Newcastle move towards survival, beat Wolves

Newcastle took a huge step towards Premier League survival as Chris Wood’s penalty proved enough to beat a blunt Wolves side at St James’ Park.

The January signing slammed home the second-half winner at the Gallowgate End after being fouled by Wolves keeper Jose Sa at the end of a flowing team move.

VAR checked if Sa had made adequate contact, after an earlier review had denied Wood in the first half, when he saw a goal chalked off because team-mate Bruno Guimaraes was narrowly offside in the build-up.

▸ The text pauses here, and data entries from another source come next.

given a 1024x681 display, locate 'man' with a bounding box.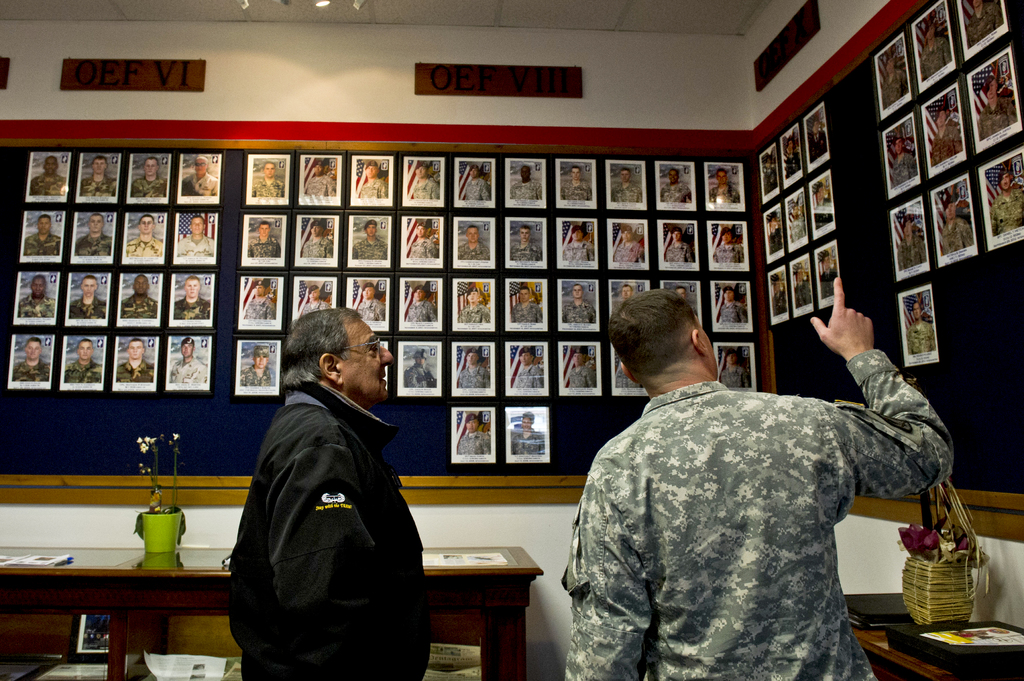
Located: box=[609, 168, 644, 202].
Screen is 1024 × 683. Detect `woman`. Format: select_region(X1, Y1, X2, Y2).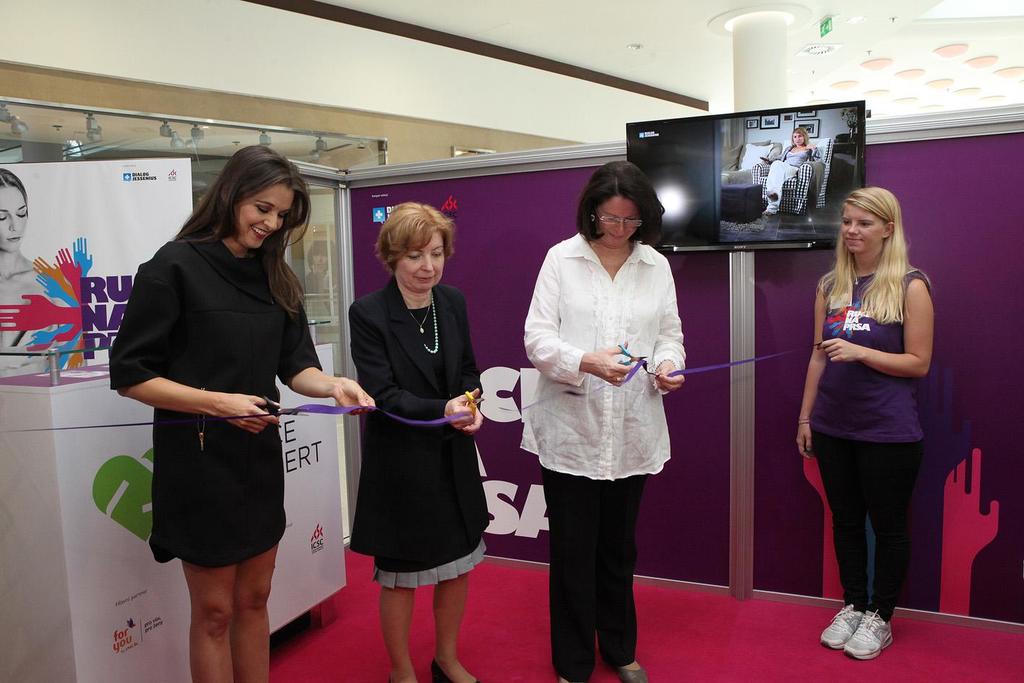
select_region(339, 199, 489, 663).
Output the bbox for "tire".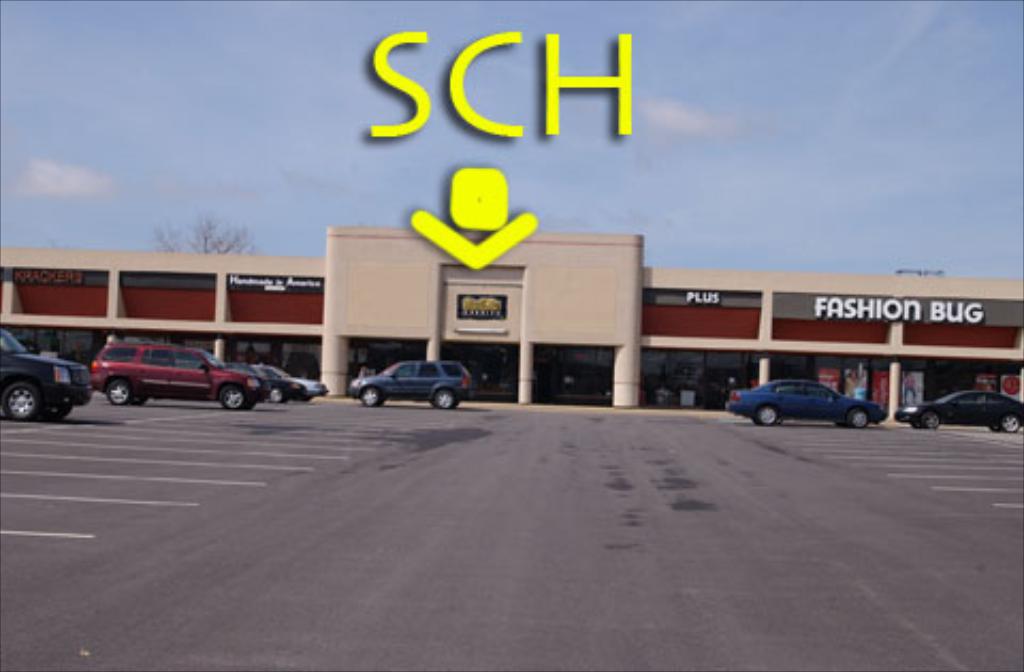
l=222, t=386, r=243, b=410.
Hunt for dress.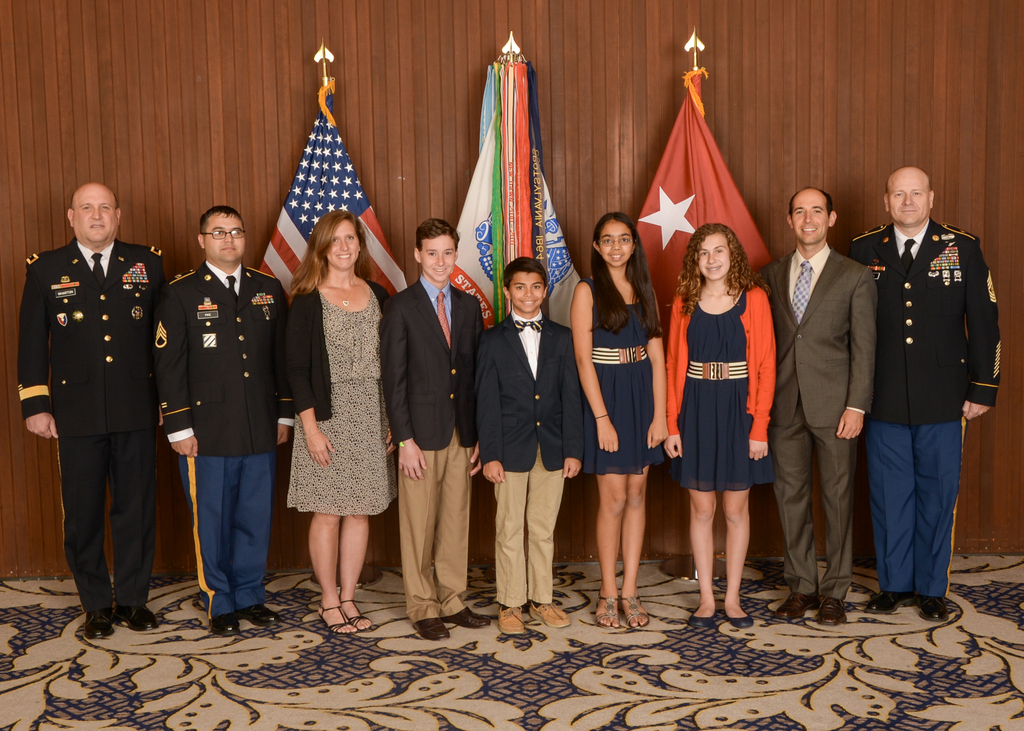
Hunted down at box=[273, 269, 394, 533].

Wolves failed to touch the ball in the Newcastle area in a dire opening half and manager Bruno Lage will wonder why it took until the 80th minute for his side to work home keeper Martin Dubravka when Fabio Silva forced a diving save.

Newcastle – who saw Allan Saint-Maximin fire over the bar before Wood’s goal and Guimaraes go close to adding a second – thoroughly deserved to end a run of three straight defeats with this win.

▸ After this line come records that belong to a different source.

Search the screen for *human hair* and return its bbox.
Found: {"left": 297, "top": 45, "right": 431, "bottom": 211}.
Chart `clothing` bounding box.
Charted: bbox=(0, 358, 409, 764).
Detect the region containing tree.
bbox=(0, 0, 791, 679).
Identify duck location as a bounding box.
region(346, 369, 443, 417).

It moves them 10 points clear of the relegation zone – though 18th-placed Burnley have two games in hand – while Wolves stay eighth and lose crucial ground in their push for a Europa League spot.

“It has put us in a stronger position but I still think we have work to do,” boss Eddie Howe told BBC Sport. “The home games are key for us but we want to pick up points wherever we go.

“At this stage of the season, it is about results. We are well aware we need to continue to get points. I think it’s results over performances at the moment. There will be a time when we can evolve.”

Howe had reason to be ecstatic, having taken over a side who were 19th in the table and five points from safety in November.

The Newcastle boss has a quote which reads “make each day your masterpiece” on a wall in his office. This display was by no means joyful or pretty in its crafting, but it was one where Newcastle were always the likelier winners thanks to their consistent effort and sporadic quality across the 90 minutes.

Wolves were fortunate when VAR chalked off Wood’s close-range finish in the first half. Guimaraes raced on to a superb flick by substitute Miguel Almiron – on for the injured Ryan Fraser – and was fractionally offside.

In the aftermath, Wolves captain Conor Coady could be seen screaming at team-mates in a bid to rise some kind of energy and application.

It never really arrived and, gradually, the home side started to create half-chances after the break until Saint-Maximin and Joelinton combined to send Wood clear in the game’s key moment.